Fear whipped up by the media stimulates our emotions, shuts down our reason, and excites “fight or flight.” That makes us selfish and violent.
We must understand what is being done to us. Selfishness and violence are not intrinsic to our nature. My original inflammatory “Fear and Loathing” title for these posts is because we’re on fire!
I didn’t share Hunter S. Thompson’s hatred of Nixon, who he said represented “that dark, venal, and incurably violent side of the American character” and I don’t hate Obama or others now. But Thompson’s “Fear and Loathing on the Campaign Trail ’72” is a great title.
We are being brainwashed to feel fear and loathing. It’s time to be alarmed about that.
What fears? Immigrants stealing into our “homeland” taking our jobs and living on “welfare,” a disease from Africa sweeping through our land, Islamic terrorists slipping in from Mexico to do terrible things, fundamentalist Muslims overwhelming our Christian values, Iran nuking us, and on and on…
I began to explore these fears in Ebola and Homo Politicus. I showed how our expectation about the performance of government agencies is based not on facts but political bias. Now I’m exploring the implications.
In Fear and Loathing of Immigrants I surveyed history. Immigrants are often blamed for society’s troubles, but illegal immigration only became a big issue in the 1990s. Then, after 9/11 , we expanded our border forces enormously. That was when fear and loathing were very deliberately cranked up.
I followed the logic of militarizing our border to its conclusion, that we should also deport every “alien” already here, and, observing that Christian Church leaders condemned the 2012 GPO budget for failing to help our “poor, hungry, homeless, jobless,” I pointed out it’s not just that we no longer want other nations’ “tired, poor, huddled masses.”
We are also being brainwashed to reject all those like them, even our fellow citizens. We’ve been told the poor are bleeding us dry ever since Reagan’s 1976 campaign anecdotes about a “welfare queen” who defrauded the government of hundreds of thousands of dollars.
The woman Reagan spoke of appears to have been a murderer and kidnapper as well as a thief, but the stereotype of the “welfare queen” is an idle black woman. The label plays on racial fear.
Racial fear? Imagine how the media would have responded if Ebola appeared not in black Africa but Israel. Where would we have been told Ebola came from and how to respond? From Palestinian terrorists so it’s time to support an Israeli final solution? From Iran so it’s time for our nukes to finish what we helped Saddam Hussein attempt?
In Defying Hitler about the German equivalent of 9/11, the burning of the Reichstag, Sebastian Haffner writes: “I do not see that one can blame the majority of Germans who, in 1933, believed that the Reichstag fire was the work of the Communists. What one can blame them for, and what shows their terrible collective weakness of character … is that this settled the matter. With sheepish submissiveness, the German people accepted that, as a result of the fire, each one of them lost what little personal freedom and dignity was guaranteed by the constitution, as though it followed as a necessary consequence. If the Communists had burned down the Reichstag, it was perfectly in order that the government took ‘decisive measures.’ … from now on, one’s telephone would be tapped, one’s letters opened, and one’s desk might be broken into.”
We are living through, as Yogi Berra said: “Déjà vu all over again.” Substitute Americans for Germans, terrorists for Communists, September 11, 2001, for 1933.
We must learn from history. We must do better.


• [EXERCISE]:
An exact copy of every record is required.

• [DATA FOR THIS TASK]:
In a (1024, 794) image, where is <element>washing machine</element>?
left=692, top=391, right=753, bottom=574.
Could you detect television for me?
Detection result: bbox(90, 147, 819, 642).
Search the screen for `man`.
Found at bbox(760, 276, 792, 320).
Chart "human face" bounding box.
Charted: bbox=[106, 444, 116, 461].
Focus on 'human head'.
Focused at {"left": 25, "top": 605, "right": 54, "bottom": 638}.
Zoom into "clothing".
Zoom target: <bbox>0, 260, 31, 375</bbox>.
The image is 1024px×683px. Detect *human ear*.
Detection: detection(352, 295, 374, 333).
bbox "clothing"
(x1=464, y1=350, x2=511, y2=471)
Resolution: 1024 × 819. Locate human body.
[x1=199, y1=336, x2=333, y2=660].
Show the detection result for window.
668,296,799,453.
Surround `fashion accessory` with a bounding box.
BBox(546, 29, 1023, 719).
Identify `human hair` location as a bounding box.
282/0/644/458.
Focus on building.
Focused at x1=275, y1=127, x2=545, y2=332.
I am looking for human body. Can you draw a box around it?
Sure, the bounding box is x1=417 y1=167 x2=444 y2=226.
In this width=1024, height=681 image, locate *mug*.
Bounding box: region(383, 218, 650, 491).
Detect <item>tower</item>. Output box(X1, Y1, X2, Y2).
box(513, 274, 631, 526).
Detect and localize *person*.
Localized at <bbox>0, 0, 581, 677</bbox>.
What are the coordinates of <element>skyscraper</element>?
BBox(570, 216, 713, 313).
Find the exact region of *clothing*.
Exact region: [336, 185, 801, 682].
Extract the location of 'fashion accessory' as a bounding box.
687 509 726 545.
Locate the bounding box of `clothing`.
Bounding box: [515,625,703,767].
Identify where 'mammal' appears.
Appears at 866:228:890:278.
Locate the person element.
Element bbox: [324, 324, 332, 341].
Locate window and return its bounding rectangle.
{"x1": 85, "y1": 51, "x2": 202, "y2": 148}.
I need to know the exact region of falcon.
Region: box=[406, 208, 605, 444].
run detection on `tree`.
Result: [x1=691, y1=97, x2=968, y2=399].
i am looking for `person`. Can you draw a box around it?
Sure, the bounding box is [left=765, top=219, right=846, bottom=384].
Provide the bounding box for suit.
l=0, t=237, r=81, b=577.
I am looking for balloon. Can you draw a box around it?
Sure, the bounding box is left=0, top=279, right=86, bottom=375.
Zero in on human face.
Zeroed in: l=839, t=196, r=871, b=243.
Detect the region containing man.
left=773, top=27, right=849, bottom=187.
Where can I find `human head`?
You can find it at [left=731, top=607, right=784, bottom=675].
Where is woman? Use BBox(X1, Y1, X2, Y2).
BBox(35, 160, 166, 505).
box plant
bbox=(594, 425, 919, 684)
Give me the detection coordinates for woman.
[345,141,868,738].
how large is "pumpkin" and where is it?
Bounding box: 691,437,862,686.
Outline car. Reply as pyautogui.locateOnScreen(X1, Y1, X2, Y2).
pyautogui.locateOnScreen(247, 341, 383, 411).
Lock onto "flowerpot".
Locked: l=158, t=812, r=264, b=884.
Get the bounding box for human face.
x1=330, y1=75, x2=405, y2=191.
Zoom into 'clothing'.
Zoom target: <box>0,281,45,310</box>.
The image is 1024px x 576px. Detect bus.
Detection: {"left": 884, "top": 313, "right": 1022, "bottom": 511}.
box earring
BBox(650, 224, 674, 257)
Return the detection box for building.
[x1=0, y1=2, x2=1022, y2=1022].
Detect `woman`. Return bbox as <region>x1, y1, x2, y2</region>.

• [ANSWER BOX]:
In a (1024, 794) image, where is <element>washing machine</element>?
left=692, top=391, right=753, bottom=574.
Could you detect television for me?
Detection result: bbox(90, 147, 819, 642).
Search the screen for `man`.
Found at bbox(760, 276, 792, 320).
Chart "human face" bounding box.
Charted: bbox=[106, 444, 116, 461].
Focus on 'human head'.
Focused at {"left": 25, "top": 605, "right": 54, "bottom": 638}.
Zoom into "clothing".
Zoom target: <bbox>0, 260, 31, 375</bbox>.
The image is 1024px×683px. Detect *human ear*.
Detection: detection(352, 295, 374, 333).
bbox "clothing"
(x1=464, y1=350, x2=511, y2=471)
Resolution: 1024 × 819. Locate human body.
[x1=199, y1=336, x2=333, y2=660].
Show the detection result for window.
668,296,799,453.
Surround `fashion accessory` with a bounding box.
BBox(546, 29, 1023, 719).
Identify `human hair` location as a bounding box.
282/0/644/458.
Focus on building.
Focused at x1=275, y1=127, x2=545, y2=332.
I am looking for human body. Can you draw a box around it?
Sure, the bounding box is x1=417 y1=167 x2=444 y2=226.
In this width=1024, height=681 image, locate *mug*.
Bounding box: region(383, 218, 650, 491).
Detect <item>tower</item>. Output box(X1, Y1, X2, Y2).
box(513, 274, 631, 526).
Detect and localize *person*.
Localized at <bbox>0, 0, 581, 677</bbox>.
What are the coordinates of <element>skyscraper</element>?
BBox(570, 216, 713, 313).
Find the exact region of *clothing*.
Exact region: [336, 185, 801, 682].
Extract the location of 'fashion accessory' as a bounding box.
687 509 726 545.
Locate the bounding box of `clothing`.
Bounding box: [515,625,703,767].
Identify where 'mammal' appears.
Appears at 866:228:890:278.
Locate the person element.
Element bbox: [324, 324, 332, 341].
Locate window and return its bounding rectangle.
{"x1": 85, "y1": 51, "x2": 202, "y2": 148}.
I need to know the exact region of falcon.
Region: box=[406, 208, 605, 444].
run detection on `tree`.
Result: [x1=691, y1=97, x2=968, y2=399].
i am looking for `person`. Can you draw a box around it?
Sure, the bounding box is [left=765, top=219, right=846, bottom=384].
Provide the bounding box for suit.
l=0, t=237, r=81, b=577.
I am looking for balloon. Can you draw a box around it?
Sure, the bounding box is left=0, top=279, right=86, bottom=375.
Zero in on human face.
Zeroed in: l=839, t=196, r=871, b=243.
Detect the region containing man.
left=773, top=27, right=849, bottom=187.
Where can I find `human head`?
You can find it at [left=731, top=607, right=784, bottom=675].
Where is woman? Use BBox(X1, Y1, X2, Y2).
BBox(35, 160, 166, 505).
box plant
bbox=(594, 425, 919, 684)
Give me the detection coordinates for woman.
[345,141,868,738].
how large is "pumpkin" and where is it?
Bounding box: 691,437,862,686.
Outline car. Reply as pyautogui.locateOnScreen(X1, Y1, X2, Y2).
pyautogui.locateOnScreen(247, 341, 383, 411).
Lock onto "flowerpot".
Locked: l=158, t=812, r=264, b=884.
Get the bounding box for human face.
x1=330, y1=75, x2=405, y2=191.
Zoom into 'clothing'.
Zoom target: <box>0,281,45,310</box>.
The image is 1024px x 576px. Detect bus.
Detection: {"left": 884, "top": 313, "right": 1022, "bottom": 511}.
box earring
BBox(650, 224, 674, 257)
Return the detection box for building.
[x1=0, y1=2, x2=1022, y2=1022].
Detect `woman`. Return bbox as <region>x1, y1, x2, y2</region>.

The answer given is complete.